Cloudscape

Cloudscape

Hannah Claus

Hannah Claus est une artiste transdisciplinaire Kanien’kehá:ka et anglaise. Dans sa pratique artistique, elle explore l’épistémologie Kanien’kéhá:ka en tant que relations matérielles et sensorielles. Élue à la confrérie Eiteljorg (2019) et récipiendaire du Prix Giverny (2020), elle a participé à de multiples expositions, telles Le synthétique au cœur de l’humain au Centre culturel canadien (Paris, France), Whetūrangitia au Musée des beaux-arts Dowse, (Wellington, Aotearoa) et Perler, radicalement, au Musée des beaux-arts du Canada. Ses œuvres se trouvent dans les collections permanentes du Musée d’art contemporain de Montréal, du Musée des beaux-arts de Montréal, et le Musée des beaux-arts du Canada, entre autres. Claus est membre de la communauté kanien’kehá:ka, Kenhtè:ke | Tyendinaga en Ontario.

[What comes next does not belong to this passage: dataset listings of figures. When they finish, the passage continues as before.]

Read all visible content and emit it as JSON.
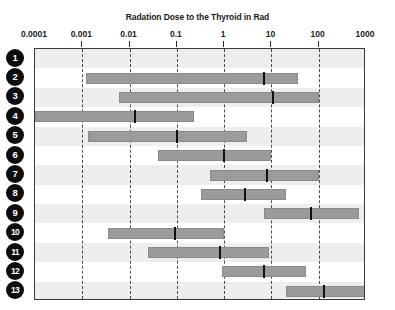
{
  "chart_data": {
    "type": "bar",
    "orientation": "horizontal",
    "subtype": "range-bar-with-median",
    "title": "Radation Dose to the Thyroid in Rad",
    "xlabel": "Radation Dose to the Thyroid in Rad",
    "ylabel": "",
    "xscale": "log",
    "xlim": [
      0.0001,
      1000
    ],
    "grid": true,
    "legend": null,
    "xticks": [
      0.0001,
      0.001,
      0.01,
      0.1,
      1,
      10,
      100,
      1000
    ],
    "xtick_labels": [
      "0.0001",
      "0.001",
      "0.01",
      "0.1",
      "1",
      "10",
      "100",
      "1000"
    ],
    "categories": [
      "1",
      "2",
      "3",
      "4",
      "5",
      "6",
      "7",
      "8",
      "9",
      "10",
      "11",
      "12",
      "13"
    ],
    "series": [
      {
        "name": "Radiation dose range (low, median, high)",
        "ranges": [
          {
            "category": "1",
            "low": null,
            "median": null,
            "high": null,
            "visible": false
          },
          {
            "category": "2",
            "low": 0.0012,
            "median": 7.0,
            "high": 36.0,
            "visible": true
          },
          {
            "category": "3",
            "low": 0.006,
            "median": 11.0,
            "high": 100.0,
            "visible": true
          },
          {
            "category": "4",
            "low": 0.0001,
            "median": 0.013,
            "high": 0.23,
            "visible": true
          },
          {
            "category": "5",
            "low": 0.0013,
            "median": 0.1,
            "high": 3.0,
            "visible": true
          },
          {
            "category": "6",
            "low": 0.04,
            "median": 1.0,
            "high": 10.0,
            "visible": true
          },
          {
            "category": "7",
            "low": 0.5,
            "median": 8.0,
            "high": 100.0,
            "visible": true
          },
          {
            "category": "8",
            "low": 0.33,
            "median": 2.8,
            "high": 20.0,
            "visible": true
          },
          {
            "category": "9",
            "low": 7.0,
            "median": 70.0,
            "high": 700.0,
            "visible": true
          },
          {
            "category": "10",
            "low": 0.0035,
            "median": 0.09,
            "high": 1.0,
            "visible": true
          },
          {
            "category": "11",
            "low": 0.025,
            "median": 0.8,
            "high": 9.0,
            "visible": true
          },
          {
            "category": "12",
            "low": 0.9,
            "median": 7.0,
            "high": 55.0,
            "visible": true
          },
          {
            "category": "13",
            "low": 20.0,
            "median": 130.0,
            "high": 1000.0,
            "visible": true
          }
        ]
      }
    ],
    "colors": {
      "bar_fill": "#9b9b9b",
      "bar_border": "#8a8a8a",
      "median_marker": "#111111",
      "gridline": "#4a4a4a",
      "frame": "#3a3a3a",
      "row_band_shaded": "#eeeeee",
      "badge_fill": "#0d0d0d",
      "badge_text": "#ffffff",
      "text": "#1a1a1a",
      "background": "#ffffff"
    }
  },
  "axis": {
    "title": "Radation Dose to the Thyroid in Rad"
  },
  "rows": [
    {
      "label": "1"
    },
    {
      "label": "2"
    },
    {
      "label": "3"
    },
    {
      "label": "4"
    },
    {
      "label": "5"
    },
    {
      "label": "6"
    },
    {
      "label": "7"
    },
    {
      "label": "8"
    },
    {
      "label": "9"
    },
    {
      "label": "10"
    },
    {
      "label": "11"
    },
    {
      "label": "12"
    },
    {
      "label": "13"
    }
  ]
}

Installation suspendue dans une vaste salle d'exposition aux murs blancs et au plancher de bois. Des cercles blancs sont suspendus par des fils discrets de façon à constituer des agglomérations qui rappellent des nuages.
Hannah Claus, cloudscape (2012). Photographer: Paul Litherland

This installation composed of four suspended cloud forms began from a desire to walk amongst the clouds, as if in Sky World, from the Haudenosaunee creation teaching. In this teaching, Sky Woman fell from Sky World and was placed by the sea birds on the back of the Great Turtle, which is why we know this territory as Turtle Island.

The clouds are made up of thousands of ovals cut from a matte film that absorbs light and gives off a sort of glow when lit. These elements are strung onto threads in such a way that they remain mobile and animate in relationship with the air around them. The threads hang from the ceiling and touch the floor, in reference to the relationship between earth and sky, and in reference to the Sky Woman’s fall. The thread was selected specifically for its reflective properties. It is not meant to be invisible. The lighting of the installation becomes a part of the artwork as the thousands of shadows cast by the suspended forms become an extension of the whole. The shadows are the ancestors who are always with us. As the ovals and threads shift and stir with the movement of the air, so do the shadows engage in the dance.

Visitors may enter the installation and walk among the cloud forms, but they must walk carefully. The stringed elements are extremely lightweight and move with the slightest air current or breath. This is a way for me to solicit the viewer’s engagement and willingness to enter a relationship with the installation and by extension, experience my ideas.